What Principles Govern Virginia’s Approach to Tobacco, Vaping, Marijuana?

What’s she smoking? Is it anybody’s business? In an era in which health care costs are socialized, it’s everybody’s business.

Well, at least General Assembly Republicans are consistent. In the words of the Richmond Times-Dispatch, the House of Delegates “snuffed out” a number of marijuana bills this week, including a proposal backed by Gov. Ralph Northam to decriminalize pot. Meanwhile, they propose tightening the vice on vaping products and raising the legal age for purchasing tobacco from 18 to 21.

Republicans, it appears, are hostile to marijuana, tobacco, and indeed the inhalation of any foreign substance into the lungs. Tobacco, we know, can cause cancer. Vaping amounts to a nicotine delivery system. Nicotine is addictive, but it’s less clear that it represents a national health emergency. Indeed, my 20-year-old son, a vaper, argues that vaping substitutes for smoking tobacco, and that nicotine poses less threat to human health than the toxic brew resulting from combusted tobacco leaf.

And marijuana? Defenders of the weed say not only is it not dangerous, but it’s a cure for everything from epilepsy to Tourette’s syndrome. While Republicans have held back the tide of decriminalization — the gateway to full legalization here in Virginia — it seems as though it’s just a matter of time before Virginia joins the stampede to legalize the leaf.

Marijuana has a psychoactive ingredient, THC. The health effects of this substance are not well understood. Had it been packaged by Pfizer, Merck or Eli Lilly as a medication for pain, A.L.S., Huntington’s, Parkinson’s, dementia, glaucoma, or any of the other maladies for which it is said to have benefits, THC would have been subject to exhaustive Food and Drug Administration (FDA) clinical trials and protocols. There have been no such trials. The state of medical knowledge regarding THC is akin to that of herbal medicine and vitamin supplements: guided by anecdote, supposition and wishful thinking, not systematic science.

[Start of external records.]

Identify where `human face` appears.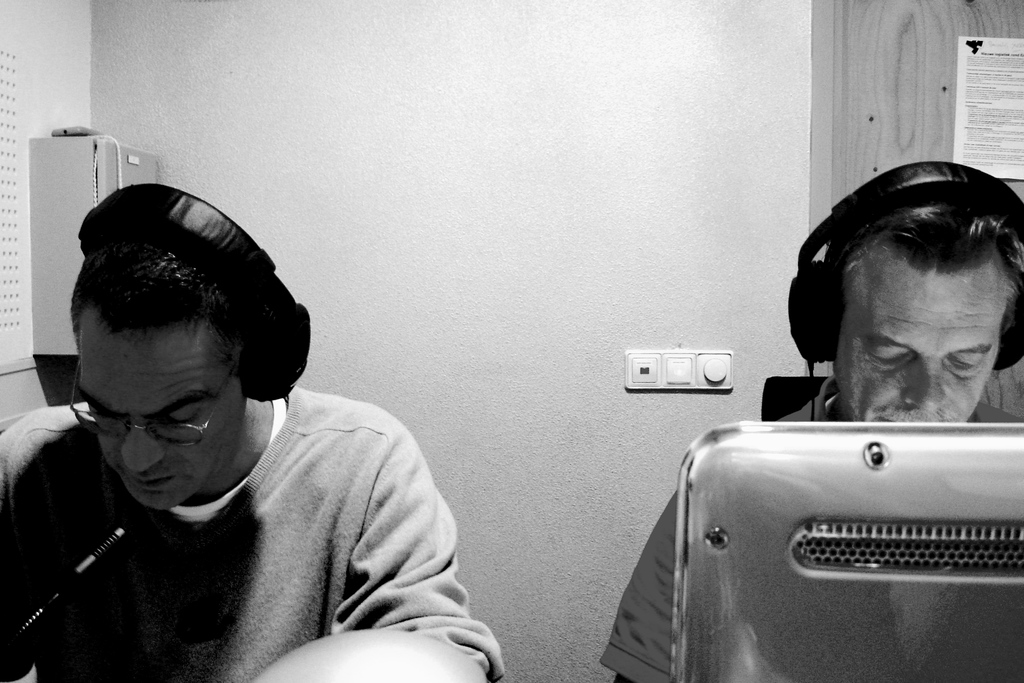
Appears at (left=840, top=254, right=1011, bottom=422).
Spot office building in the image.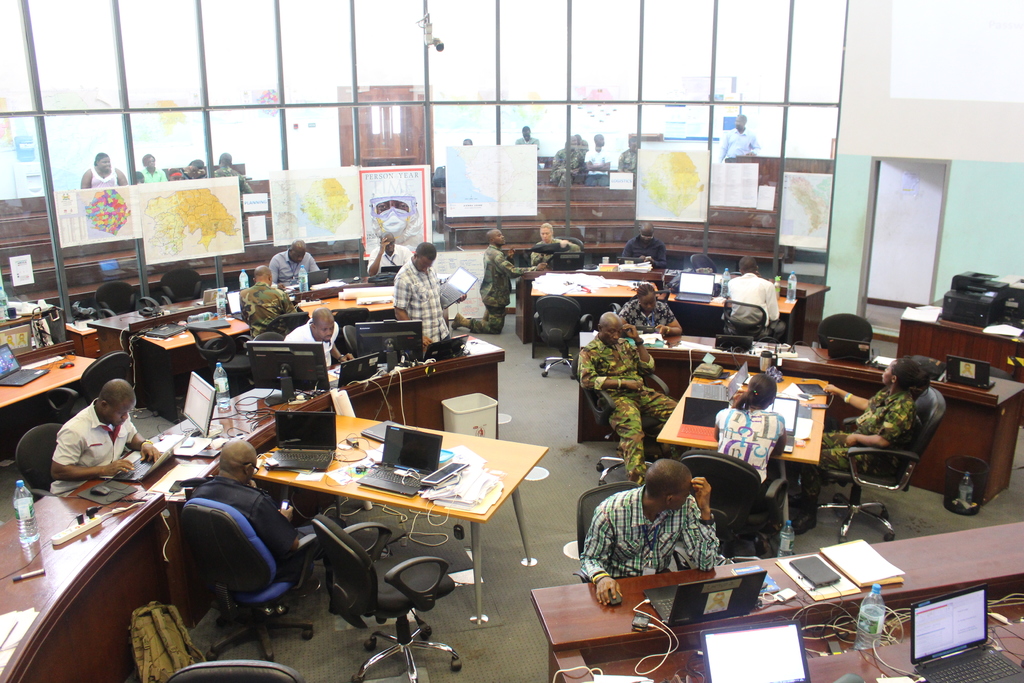
office building found at BBox(240, 44, 973, 682).
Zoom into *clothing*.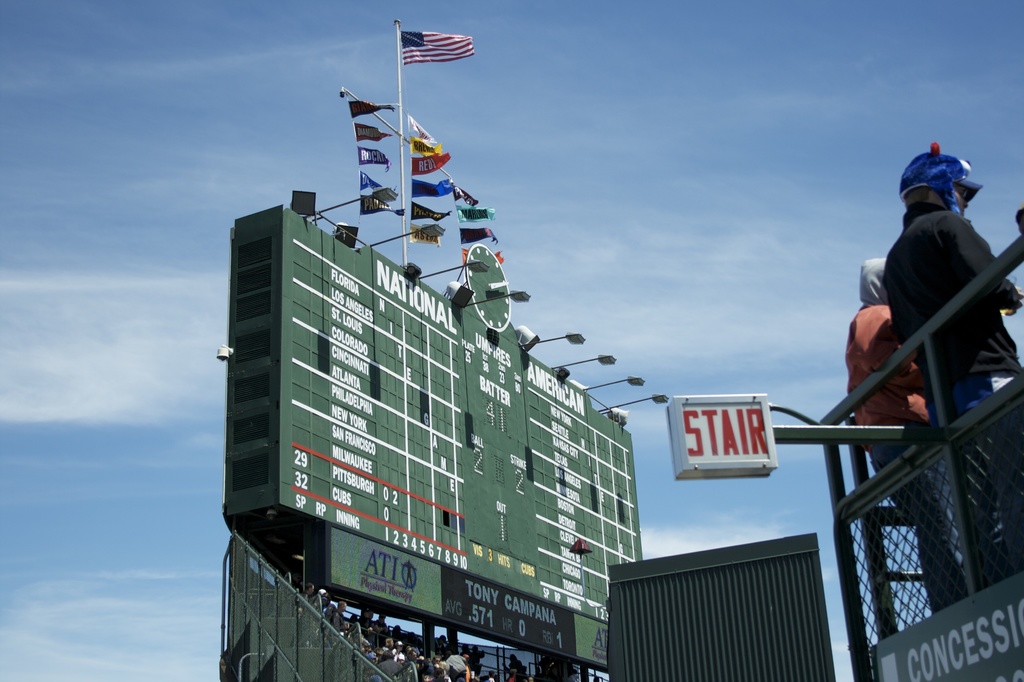
Zoom target: region(844, 304, 973, 619).
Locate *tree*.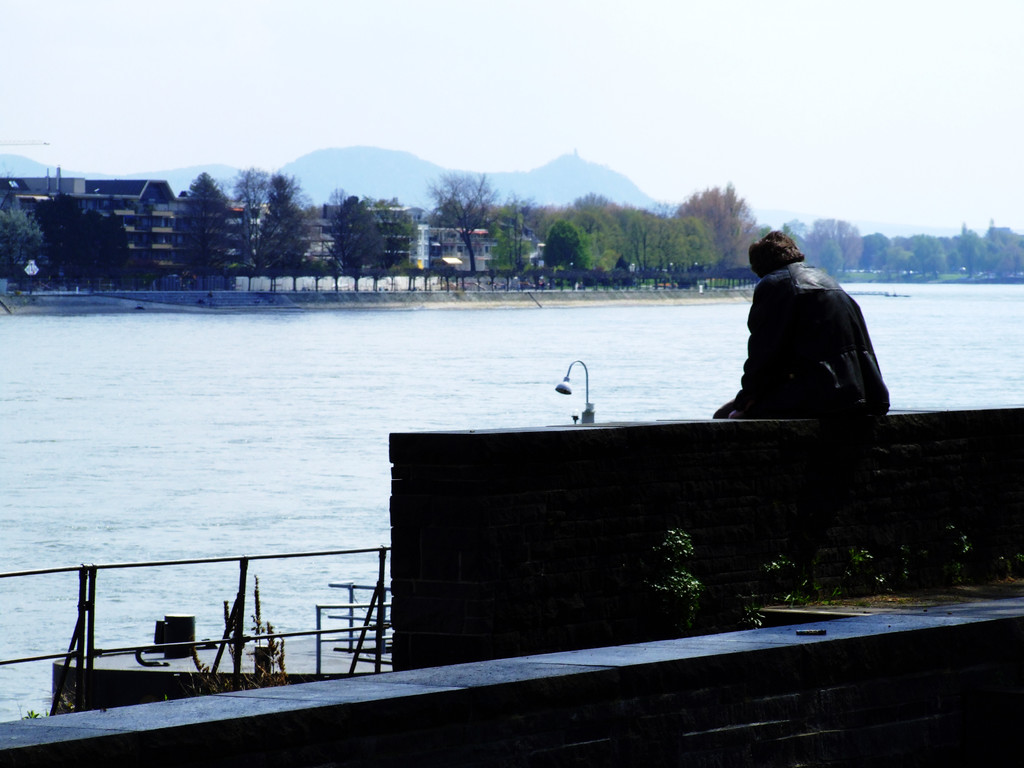
Bounding box: BBox(0, 187, 73, 302).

Writes Malcolm Gladwell in The New Yorker:

Figuring out the “dose-response relationship” of a new compound is something a pharmaceutical company does from the start of trials in human subjects, as it prepares a new drug application for the F.D.A. Too little of a powerful drug means that it won’t work. Too much means that it might do more harm than good. The amount of active ingredient in a pill and the metabolic path that the ingredient takes after it enters your body—these are things that drugmakers will have painstakingly mapped out before the product comes on the market, with a tractor-trailer full of supporting documentation.

With marijuana, apparently, we’re still waiting for this information. It’s hard to study a substance that until very recently has been almost universally illegal. And the few studies we do have were done mostly in the nineteen-eighties and nineties, when cannabis was not nearly as potent as it is now. Because of recent developments in plant breeding and growing techniques, the typical concentration of THC, the psychoactive ingredient in marijuana, has gone from the low single digits to more than twenty per cent—from a swig of near-beer to a tequila shot.

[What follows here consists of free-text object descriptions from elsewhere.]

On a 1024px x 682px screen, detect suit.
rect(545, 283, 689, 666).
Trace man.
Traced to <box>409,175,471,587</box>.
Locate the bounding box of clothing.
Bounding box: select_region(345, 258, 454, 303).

Are users smoking less, to compensate for the drug’s new potency? Or simply getting more stoned, more quickly? Is high-potency cannabis more of a problem for younger users or for older ones? For some drugs, the dose-response curve is linear: twice the dose creates twice the effect. For other drugs, it’s nonlinear: twice the dose can increase the effect tenfold, or hardly at all. Which is true for cannabis? It also matters, of course, how cannabis is consumed. It can be smoked, vaped, eaten, or applied to the skin. How are absorption patterns affected?

Clinical trials also would identify unwanted side-effects of THC such as schizophrenia and other psychoses. Marijuana may well have side effects that warrant FDA rejection were it proposed as a prescription drug.

The FDA regulates cigarettes and e-cigarettes. Shouldn’t it also be studying and regulating marijuana? As for the regulation of tobacco, nicotine and THC here in Virginia, shouldn’t legislators apply a consistent set of criteria? I have yet to see anyone articulate a set of principles for how access to these harmful/potentially harmful substances should be restricted and controlled. Virginians’ approach seems to be governed by evolving cultural prejudice.